Health IT already has Clinical Decision Support functionality. But physicians complain it’s not aligned well with their workflows. The great thing about business rules management integrated into business process management is this alignment is much easier to achieve.
“Instead of coding everything in COBOL, which would be very hard for users to understand what the business rules are, you separate the rules from the application itself, and manage them independently of the application code”
This is related to the idea that health IT needs “open workflow”, workflow transparent to and editable by health IT system users. There’s my open workflow post and my physician-developer (of EHR workflow) post.
“more powerful BPM modeling capabilities for instance, which provide a graphical way for business users to understand how the processes work. It also offers business activity monitoring (BAM), which supplies a summary of processes in operation”
Many EHRs and much health IT obscures workflow in motion. Workflow state is hidden behind complicated screens in inaccessible database tables.
“complex event processing (CEP). CEP takes BRM a step further, allowing managers to define rules based on changing criteria …. planning engine that can calculate the optimal use of limited resources. [and] boost CEP capabilities”
I’ve written here, here, and here about complex event processing, business process management and healthcare.

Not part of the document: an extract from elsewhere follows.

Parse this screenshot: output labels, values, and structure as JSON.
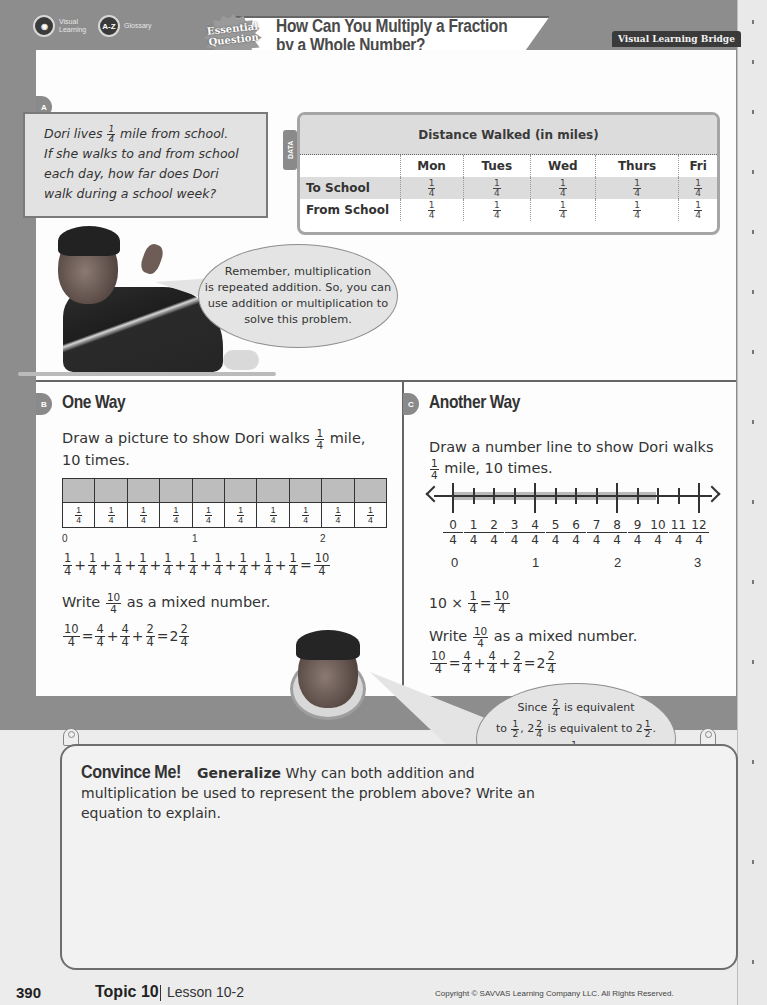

“simulation capability is based on the open source BPSim (Business Process Simulation Interchange) standard, which seeks to bring uniformity to the parameters between the BPM models and the processes they represent”
Wouldn’t it be great if your EHR could not just allow you, a non-programmer, to customize workflow, but to simulate effects of workflow change on a variety of performance statistics? Well, if the EHR was built on a BPM platform, as I’ve argued for for years, you could do exactly this.
“drag and drop interface as well as graphical data and process modelers”
Because you’re not a programmer and you don’t want to have to become a programmer to merely improve your workflow.